One night when I was becoming increasingly frustrated with a Scott Joplin waltz that just wouldn’t swing she appeared beside the piano having just despatched some troublemaker and told me this story.  I went in search of the earliest religious rite that is still actively practised and I came across this along the way.  Imagine you are the top predator in your area, in this case , a tiger.  But you are not a hungry, angry tiger.  You are a satisfied, content tiger asleep, yet tiger-like, still somehow alert.  Asleep in a tree on a branch which overlooks the only path to the only water for miles around and it is a hot, dry afternoon.  Asleep but aware, alert for the first trace of scent or snap of twig, the first vibration of the approaching, thirsty weary creature in need of a cool drink.  And in that moment just before the first trace, immediately prior to the first vibration and alive to its inevitability, in that moment remaining.  And looked back over her shoulder as she swung and waltzed away.

— Paul Squires, The Puzzle Box

The spider’s web is the work of art or is the fabric of consciousness, is the sense of the self existing, having identity, knowing oneself as an “I” — or as Paul might say an i.

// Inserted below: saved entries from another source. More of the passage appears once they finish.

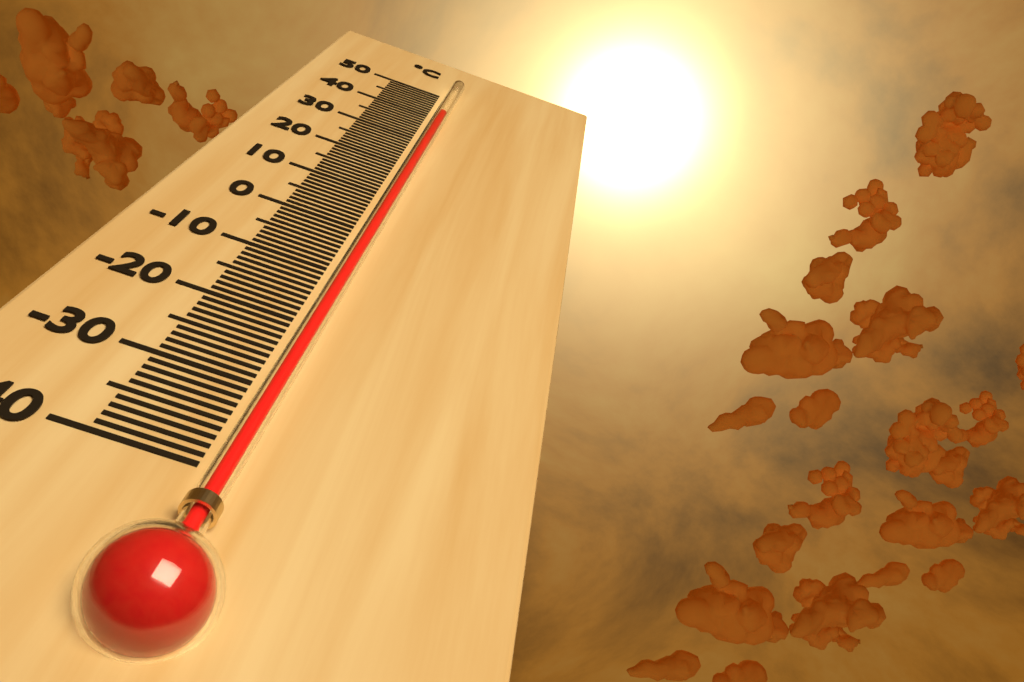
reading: 40 °C
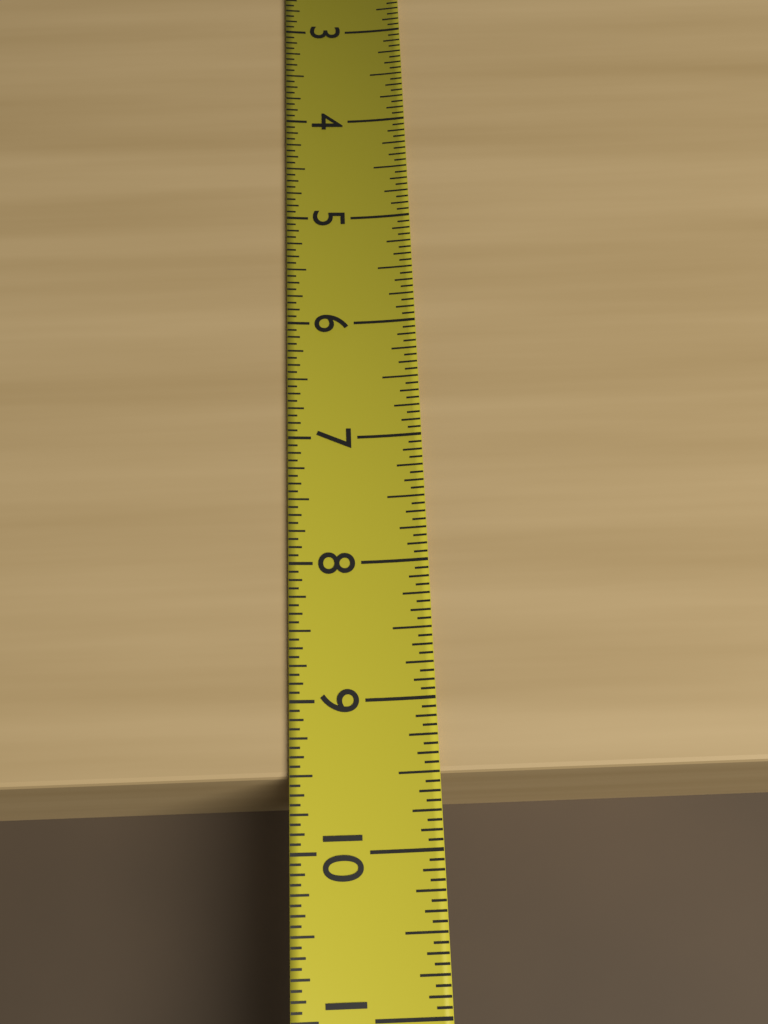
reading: 9.5000 (no unit)
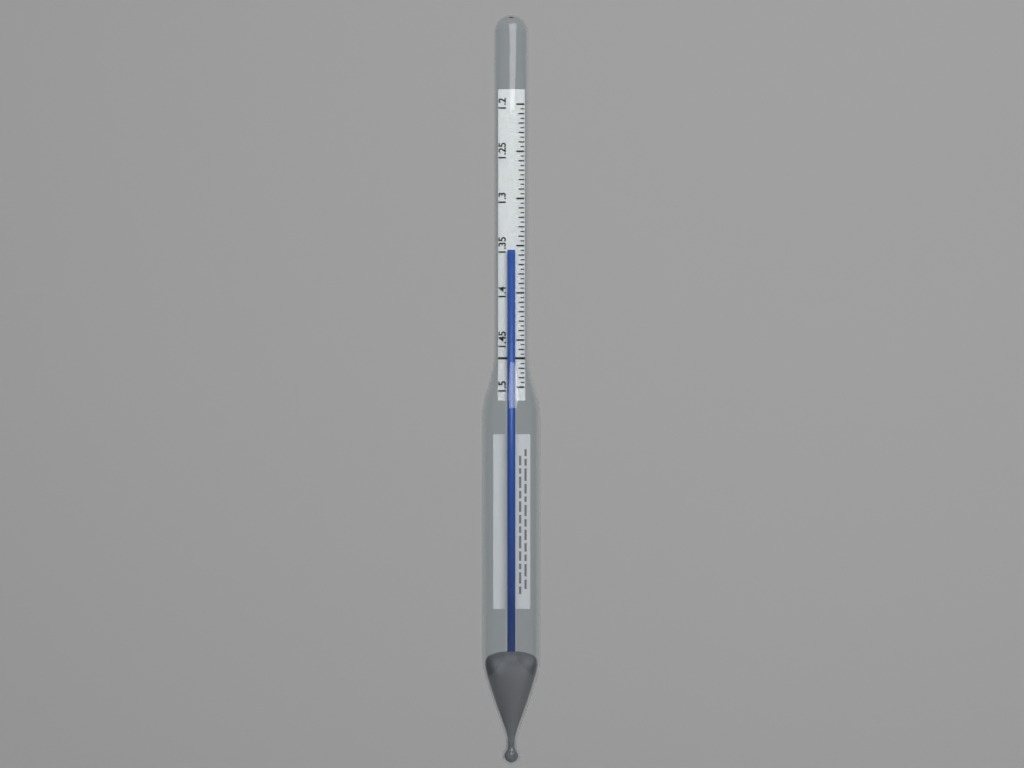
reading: 1.355 (no unit)
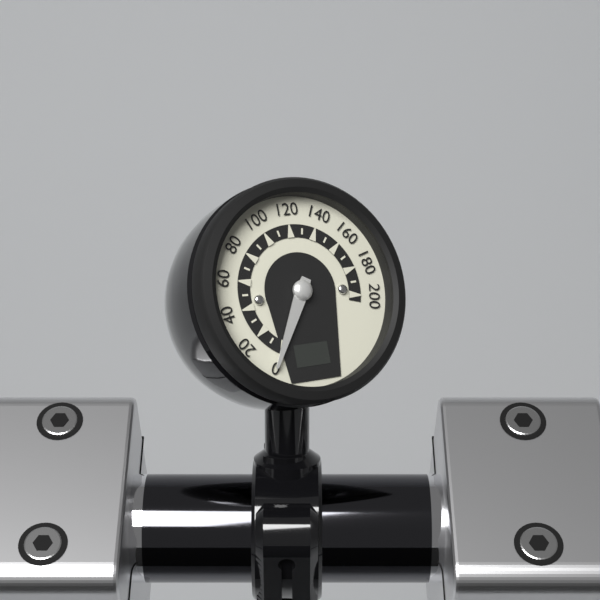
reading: 0 (no unit)
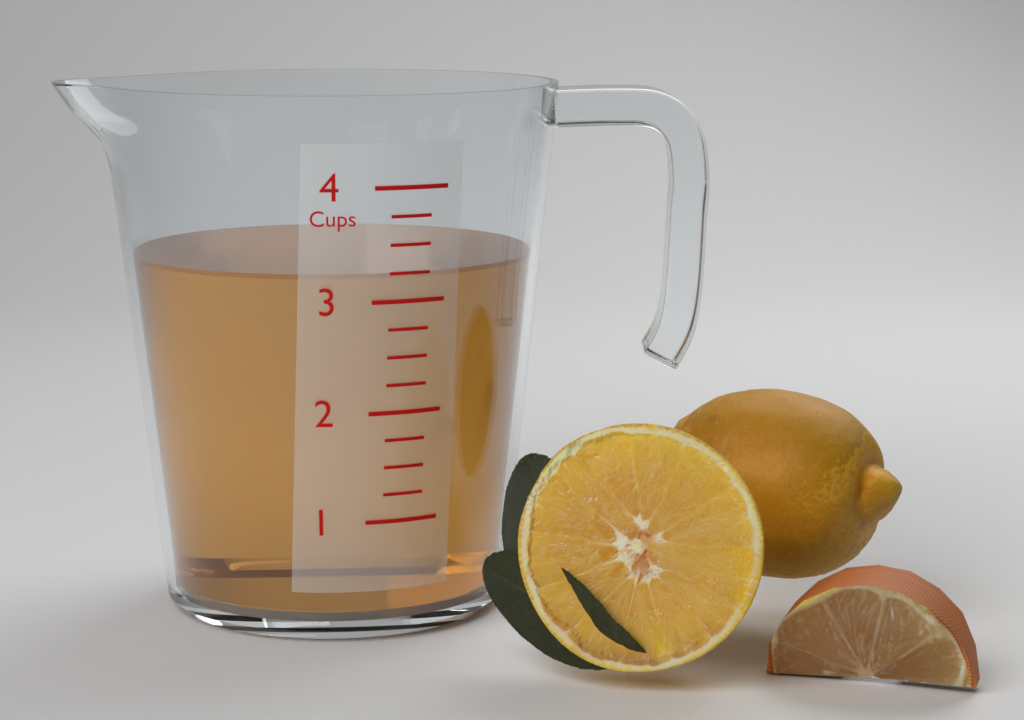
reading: 3.25 cups
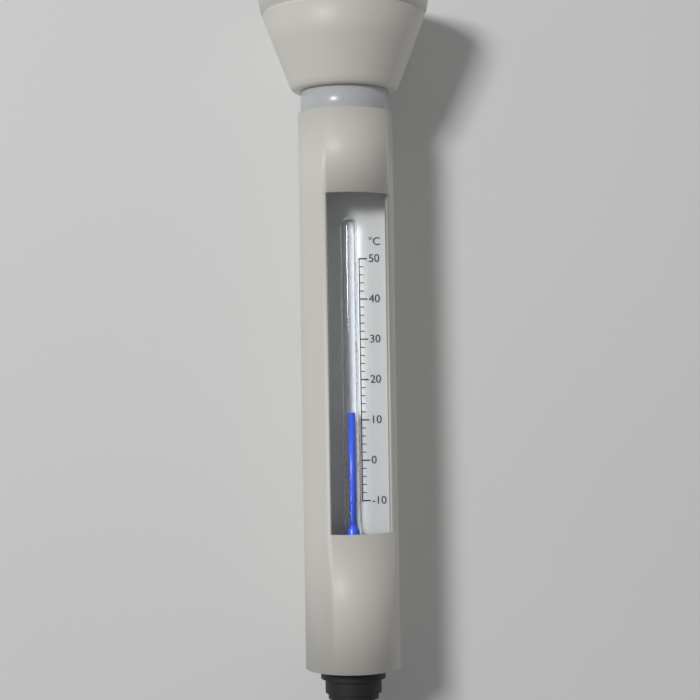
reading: 12 °C
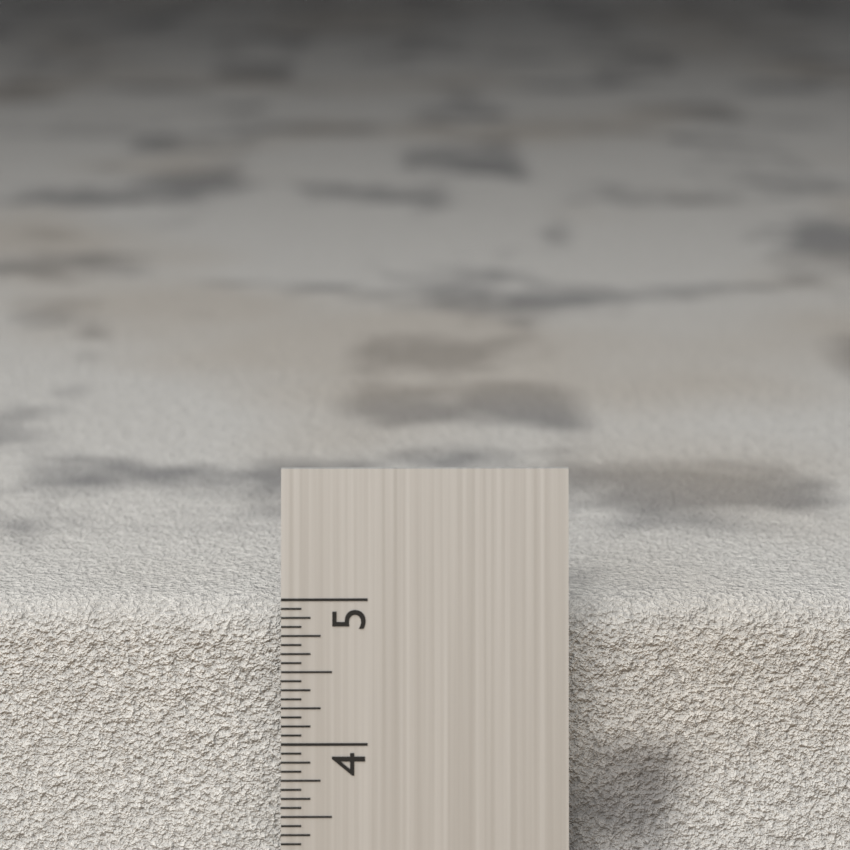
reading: 4.8750 in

I understood it prosaically, but got the message too — and from the source (was the spider taught me).  Just a different animal.

When your eye focuses on the web, the world beyond and around it is blurry.  When your eyes are focused on the world, you miss seeing the web with the spider in it.

The tiger is a strong meditation, the spider a small one — abstract, theoretically, without emotion, more naturally machine-like, emptier, compact, quick, easy to disappear, ultimately spiders hide and are hidden, they are more anonymous, small black or bright ball with legs, with most spiders the venon is harmless.

Paul was more a tiger, whereas I have wanted to weave and hide unseen, in invisible orb web, but sticky and catches things, flying things, winged flying things.

First and Last Greetings

The last thing Paul Squires wrote at my blog post Swimming in the adjoining ponds of imagination (written on July 15, 2010) was this:  

More koi Jazz! A long and gorgeous trilling right hand cascade down the keyboard, Oscar Peterson style, all done in colour and movement! Life is a koi pond indeed!

The first thing he ever wrote at a post called Paint for Painting’s Sake (June 16, 2008) was this:

I don’t know nearly enough about the practice of painting, nothing actually, being a writer, but reading your posts back this far and looking at your work had really helped me understand what’s going in a painter’s mind. I don’t think it’s pretentious at all, revealing and fascinating in fact, especially the one about the abstract which really made it clearer in my mind what that was all about and related in a way to my writing. So thanks.

He wrote stuff like this — all over the internet — encouraging others to excel at art (in the broadest sense of the word).  His role as lifter of spirits is one that all those of us who knew him should remember always — and practice in his absence, this lovely humane kindness.